A dedicated carrier commits a defined fleet — equipment and drivers — to a shipper's program. The carrier's obligation runs to one shipper, and capacity is available when the program needs it. A broker tenders loads to a rotating pool of for-hire carriers; the OEM doesn't know which carrier shows up or whether the load will be accepted at all. In tight freight markets, the difference becomes operational: dedicated capacity moves on schedule; broker-tendered freight rejection rises sharply.
How does the fuel surcharge work in a dedicated outbound contract?
The FSC is a floating fuel-cost component layered onto the base linehaul rate. It is indexed to the EIA's weekly on-highway diesel price, with a contract-agreed baseline and a fleet-MPG assumption that together produce a per-mile surcharge.

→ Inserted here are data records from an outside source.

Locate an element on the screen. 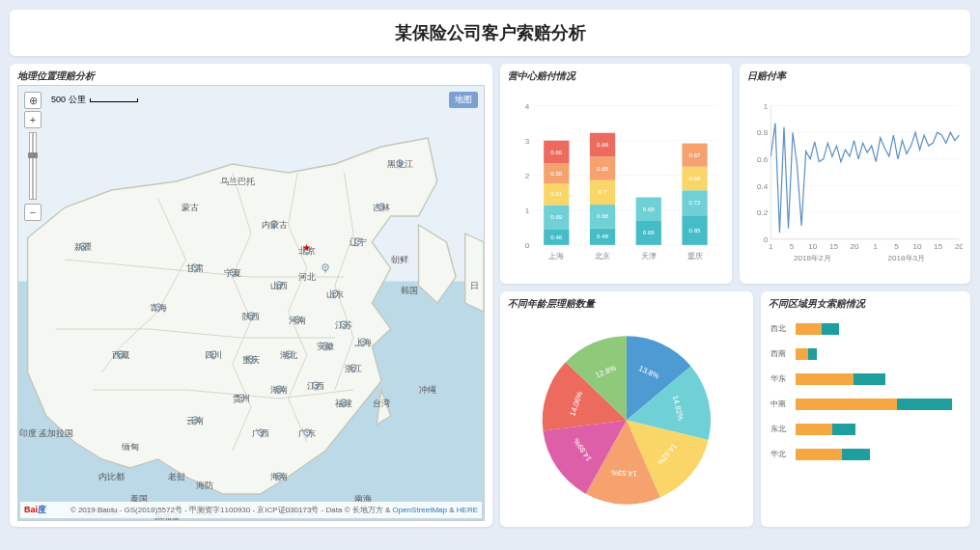 The image size is (980, 550). capital-star-icon: ★ is located at coordinates (307, 247).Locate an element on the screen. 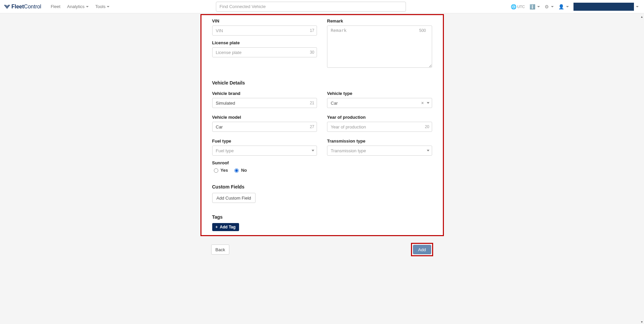 The width and height of the screenshot is (644, 324). transmission-type-select: Transmission type is located at coordinates (379, 151).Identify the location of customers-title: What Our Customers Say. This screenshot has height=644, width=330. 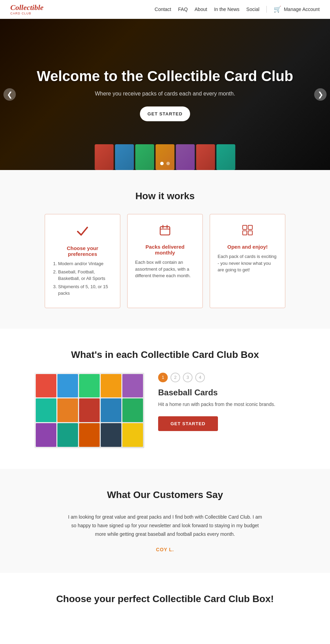
(165, 495).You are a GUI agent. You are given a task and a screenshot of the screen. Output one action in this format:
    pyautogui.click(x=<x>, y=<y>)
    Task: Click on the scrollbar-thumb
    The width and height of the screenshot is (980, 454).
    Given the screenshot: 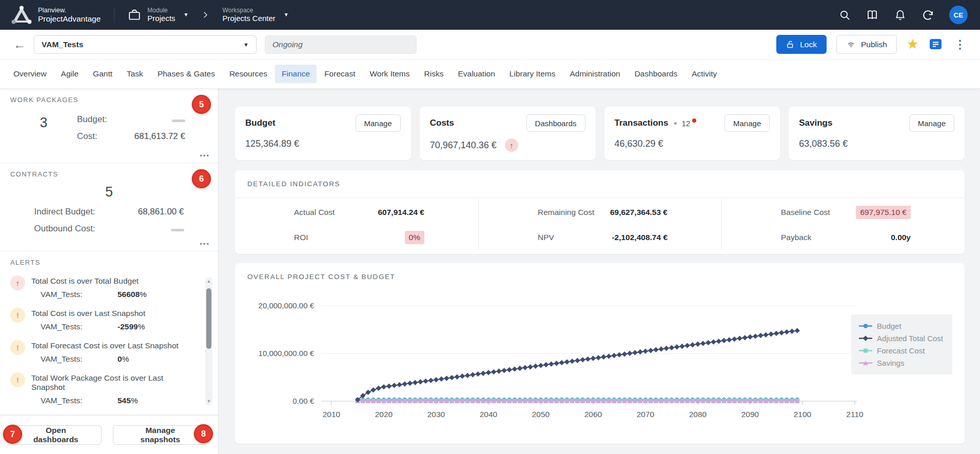 What is the action you would take?
    pyautogui.click(x=209, y=319)
    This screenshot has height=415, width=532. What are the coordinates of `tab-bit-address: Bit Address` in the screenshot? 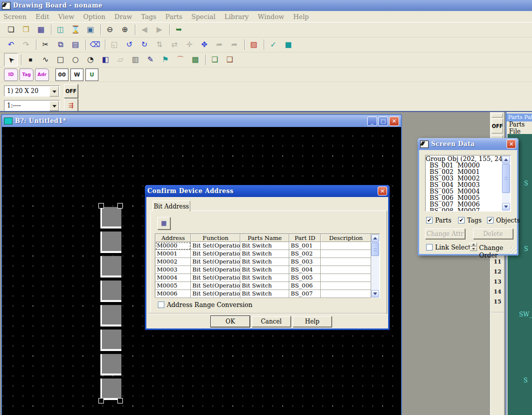 It's located at (171, 206). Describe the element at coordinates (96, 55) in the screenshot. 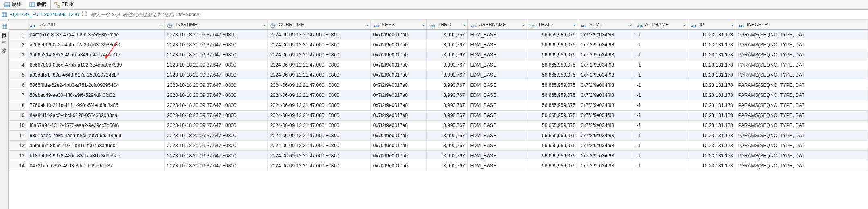

I see `cell-dataid: 3bb6b314-8372-4659-a349-e4a774cfa717` at that location.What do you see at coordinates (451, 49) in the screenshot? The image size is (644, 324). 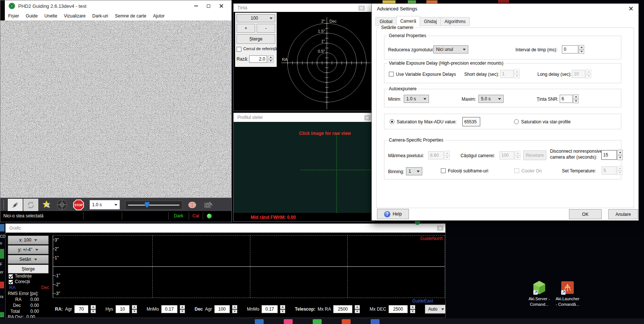 I see `noise-reduction-select: Nici unul` at bounding box center [451, 49].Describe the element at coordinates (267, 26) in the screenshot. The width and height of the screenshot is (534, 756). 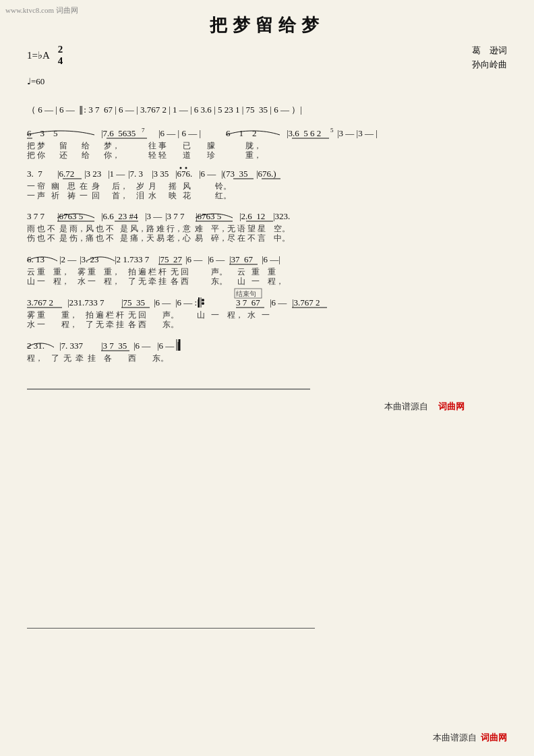
I see `song-title: 把梦留给梦` at that location.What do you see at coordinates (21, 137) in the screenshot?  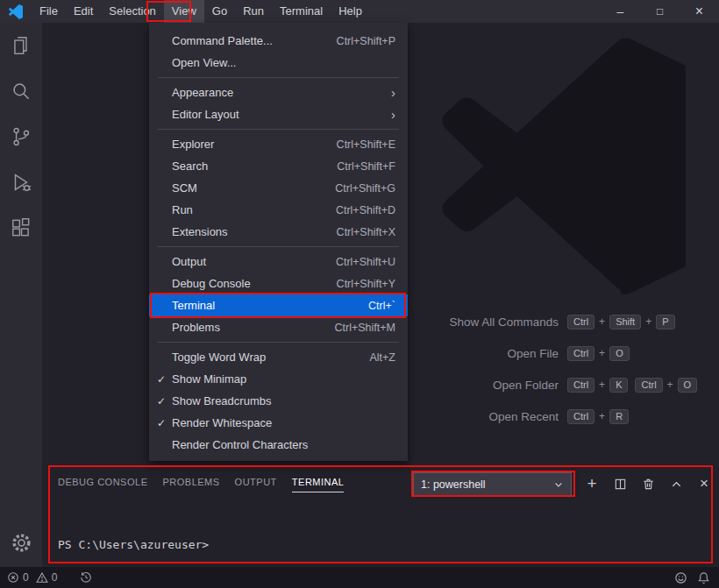 I see `source-control-icon` at bounding box center [21, 137].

The mechanism is designed to absorb diesel volatility without repricing the base rate — though FSC table parameters set in older contracts may need updating in the current fuel environment.
Is dedicated capacity worth the commitment if our outbound volume is variable?
The honest answer depends on lane criticality, volume predictability, and the cost of dealer-commitment failures on that lane. Multi-year dedicated terms work best on stable, high-volume lanes where dealer-commitment failures carry real downstream cost. For lower-volume or highly variable lanes, lane-flex provisions inside a dedicated agreement — or a hybrid structure that uses dedicated for primary lanes and contracted capacity for the rest — typically produces a better result than committing the entire program one way or the other.
Dedicated outbound capacity is insurance against failures whose cost lands outside the transportation budget. The 2026 freight market — diesel volatility, tightening capacity, driver-pool pressures, tariff-driven network uncertainty — is exposing the procurement frame that has historically treated it as a line item. The OEMs renegotiating dedicated terms with sharper contract mechanics aren't retreating from dedicated capacity. They're sizing it more deliberately, against a clearer view of what failure actually costs.
If your OEM outbound program is approaching a contract renewal — or you are evaluating whether your current dedicated coverage matches your dealer-commitment risk — the conversation worth having starts with a lane-by-lane review. Current volume, failure-cost exposure, FSC baseline assumptions, lane-flex requirements. We're happy to walk through what that looks like.